Q: If I harvest a loss, do I have to buy a "similar" security, or can I buy anything? A: You can buy anything. The wash-sale rule only prevents repurchasing the same or substantially identical security. You could harvest VTI and buy gold, real estate, or bonds. However, to maintain your portfolio's intended allocation, you'll likely want to replace with something similar.

Q: What if I die with unused loss carryforwards? A: Loss carryforwards expire at death. Your heirs cannot claim them. However, they receive a "stepped-up basis," which resets your holdings' cost basis to their date-of-death value, eliminating all built-in gains on your death. This is often superior to harvesting.

Q: Can I harvest losses in my 401(k) or IRA? A: No. Losses inside retirement accounts are not deductible. The IRS treats retirement accounts as a protected space; you pay tax on contributions or earnings when you withdraw, not based on gains/losses within the account. Focus harvesting on taxable accounts only.

Q: Should I harvest losses at a big loss or wait for partial recovery? A: Harvest when the loss is meaningful and you have gains to offset. A 5% loss is not worth the effort. A 15-20% loss, harvested during a market downturn, is worth significant tax savings. If you're uncertain, harvest sooner: the tax savings can compound for longer.

Q: Does harvesting harm my long-term holding period for long-term capital gains? A: No. When you harvest a loss and reinvest in a different security, the new security's holding period starts fresh. Your original position's holding period is irrelevant to the new purchase. This is why harvesting works: you reset your cost basis but your time horizon is independent.

Q: Can I harvest losses in bond positions? A: Yes. If interest rates rise after you buy bonds, their market value falls. You can harvest the loss and immediately buy a different bond (different maturity, different issuer) to maintain fixed-income exposure while capturing the tax loss.

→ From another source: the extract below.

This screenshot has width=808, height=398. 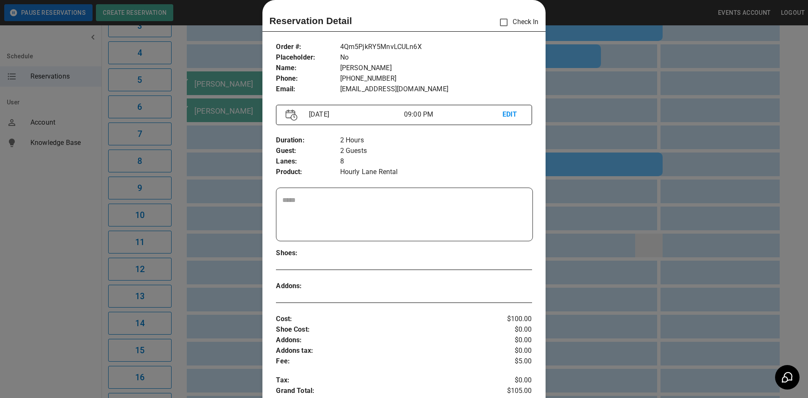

  • Capital gains: Profit from selling a security at a higher price than cost; long-term gains (held >1 year) are taxed favorably; short-term gains are taxed as ordinary income.
  • Cost basis: The original purchase price of a security, used to calculate gains or losses when sold.
  • Wash-sale rule: IRC Section 1091 rule preventing loss claims if a substantially identical security is repurchased within 30 days before or after the sale.
  • Specific identification: Method of designating which shares are sold (by purchase date/cost basis) to optimize tax outcomes.
  • Loss carryforward: Unused capital losses carried to future tax years to offset future gains.

Summary

Tax-loss harvesting is a systematic tool for turning market downturns into tax advantages. By selling positions at a loss, capturing the loss on your tax return, and reinvesting in similar but non-identical securities, you reduce your annual tax bill while maintaining your portfolio's intended economic exposure.

The compounding benefit is substantial: a tax savings of $5,000–$10,000 captured in your 40s can grow to $30,000–$75,000 by retirement through decades of compound returns. For high-income investors in taxable accounts with diversified holdings, systematic harvesting can improve after-tax returns by 1-2 percentage points annually.

The key to success is discipline, documentation, and strategic pairing of harvested losses with realized gains. Maintain clear records, respect the wash-sale rule, and harvest opportunistically during market declines when losses are available and gains are being realized.